KA @ Feb 22nd 2008 1:10AM
Yes yes yes. I don't know why people have trouble understanding this. Energy out < energy in, and therefore it's wasteful (and worse) for the environment.
Cellulose ethanol suffers the same fate; besides, it's just another "promising technology" that is nowhere near maturity on the scale that we need.
Cervus @ Feb 21st 2008 8:40PM
Actually, the energy return on corn ethanol is marginally positive. We get 1.3 units back for every unit of energy we put into it. That is still a very poor energy return, but it's not true that it's in the negative.
CEMan @ Feb 21st 2008 8:53PM
Sadly, as this is just the latest iteration of decades of fram subsidies, we have been paying for years.
Temple @ Feb 21st 2008 11:44PM
Not only is ethanol marginally positive, but the metrics of measuring the input is also skewed. In most cases, the input measure to grow ethanol is measured directly against the BTU of an equivalent amount of petroleum.
The input is measured from everything from the diesel fuel used to plow the fields to the fuel used by sixteen wheelers to transport corn to the fermentation factory. That is measured directly against the straight caloric energy content in petroleum fuel. However, this disregards the fact that petrol also takes an amazing amount of energy to expunge from the soil, especially being that this oil are in places that are difficult to get to (geographically and politically). Hence, the direct comparisons between ethanol and oil and the energy it takes to deliver to the consumer is an incomplete picture.

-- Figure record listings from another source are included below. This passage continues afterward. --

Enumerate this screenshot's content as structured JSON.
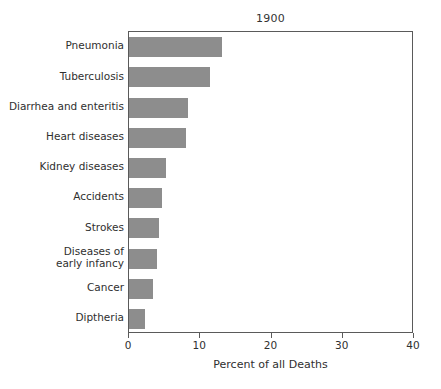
{
  "chart_data": {
    "type": "bar",
    "orientation": "horizontal",
    "title": "1900",
    "xlabel": "Percent of all Deaths",
    "ylabel": "",
    "xlim": [
      0,
      40
    ],
    "xticks": [
      0,
      10,
      20,
      30,
      40
    ],
    "xtick_labels": [
      "0",
      "10",
      "20",
      "30",
      "40"
    ],
    "grid": false,
    "legend": null,
    "bar_color": "#8d8d8d",
    "axis_color": "#5a5a5a",
    "categories": [
      "Pneumonia",
      "Tuberculosis",
      "Diarrhea and enteritis",
      "Heart diseases",
      "Kidney diseases",
      "Accidents",
      "Strokes",
      "Diseases of\nearly infancy",
      "Cancer",
      "Diptheria"
    ],
    "values": [
      13.0,
      11.3,
      8.3,
      8.0,
      5.2,
      4.6,
      4.2,
      3.9,
      3.4,
      2.3
    ]
  },
  "labels": {
    "cat_0": "Pneumonia",
    "cat_1": "Tuberculosis",
    "cat_2": "Diarrhea and enteritis",
    "cat_3": "Heart diseases",
    "cat_4": "Kidney diseases",
    "cat_5": "Accidents",
    "cat_6": "Strokes",
    "cat_7_line1": "Diseases of",
    "cat_7_line2": "early infancy",
    "cat_8": "Cancer",
    "cat_9": "Diptheria"
  },
  "axis": {
    "tick_0": "0",
    "tick_1": "10",
    "tick_2": "20",
    "tick_3": "30",
    "tick_4": "40",
    "title": "Percent of all Deaths"
  },
  "header": {
    "title": "1900"
  }
}
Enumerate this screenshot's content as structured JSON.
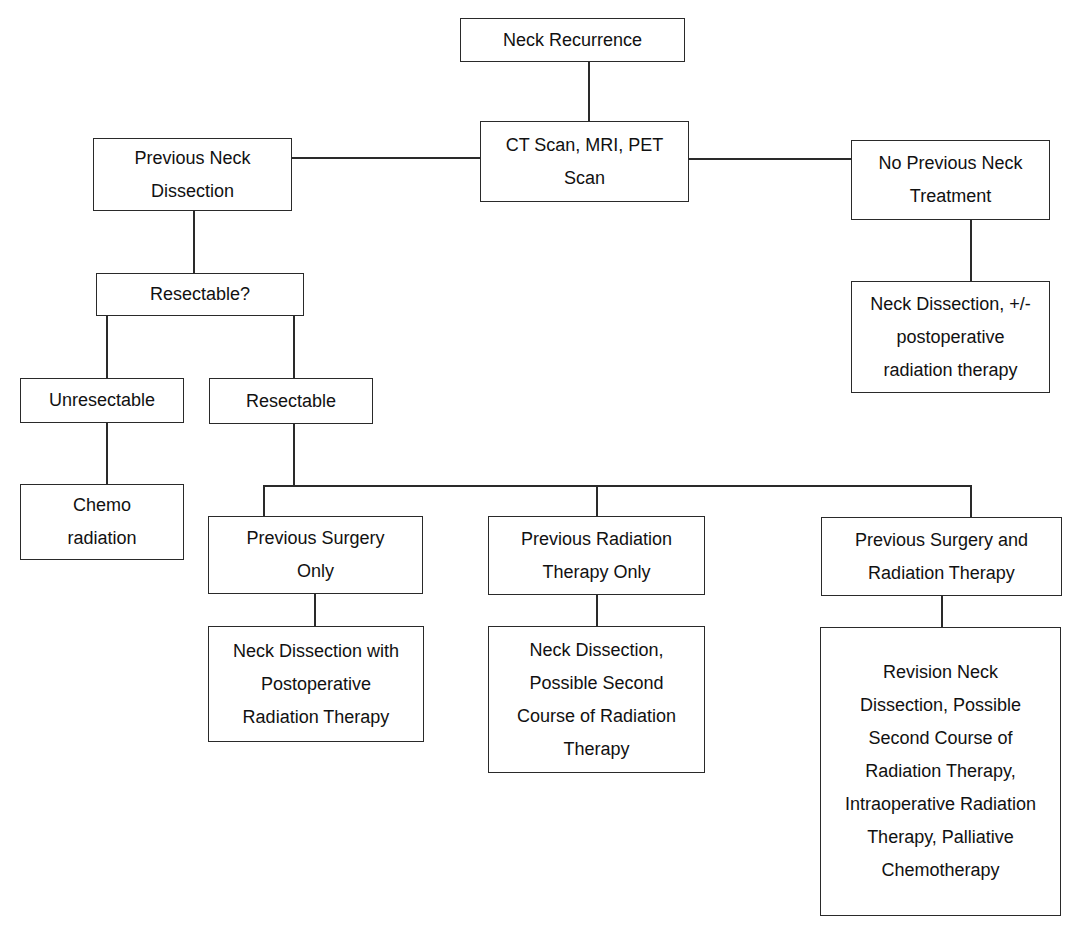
{
  "diagram": {
    "type": "flowchart",
    "nodes": {
      "neck_recurrence": "Neck Recurrence",
      "imaging": "CT Scan, MRI, PET Scan",
      "previous_neck_dissection": "Previous Neck Dissection",
      "no_previous_treatment": "No Previous Neck Treatment",
      "no_prev_outcome": "Neck Dissection, +/- postoperative radiation therapy",
      "resectable_question": "Resectable?",
      "unresectable": "Unresectable",
      "resectable": "Resectable",
      "chemoradiation": "Chemo radiation",
      "prev_surgery_only": "Previous Surgery Only",
      "prev_surgery_only_outcome": "Neck Dissection with Postoperative Radiation Therapy",
      "prev_rt_only": "Previous Radiation Therapy Only",
      "prev_rt_only_outcome": "Neck Dissection, Possible Second Course of Radiation Therapy",
      "prev_surgery_rt": "Previous Surgery and Radiation Therapy",
      "prev_surgery_rt_outcome": "Revision Neck Dissection, Possible Second Course of Radiation Therapy, Intraoperative Radiation Therapy, Palliative Chemotherapy"
    },
    "edges": [
      [
        "neck_recurrence",
        "imaging"
      ],
      [
        "imaging",
        "previous_neck_dissection"
      ],
      [
        "imaging",
        "no_previous_treatment"
      ],
      [
        "no_previous_treatment",
        "no_prev_outcome"
      ],
      [
        "previous_neck_dissection",
        "resectable_question"
      ],
      [
        "resectable_question",
        "unresectable"
      ],
      [
        "resectable_question",
        "resectable"
      ],
      [
        "unresectable",
        "chemoradiation"
      ],
      [
        "resectable",
        "prev_surgery_only"
      ],
      [
        "resectable",
        "prev_rt_only"
      ],
      [
        "resectable",
        "prev_surgery_rt"
      ],
      [
        "prev_surgery_only",
        "prev_surgery_only_outcome"
      ],
      [
        "prev_rt_only",
        "prev_rt_only_outcome"
      ],
      [
        "prev_surgery_rt",
        "prev_surgery_rt_outcome"
      ]
    ]
  }
}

Phil @ Feb 24th 2008 2:13PM
The person who said the ethanol return on fossil fuel is ~1.3 is right, but even if it was 1.0 it would still make sense. We convert coal to electricity at about 0.7 all the time...why? because we can't burn coal in our toaster oven. We also can't burn natural gas in the autos we own, which is the main fossil fuel used for ethanol. NG is also domestic energy (lessens oil dependence), and relatively clean burning...think about it.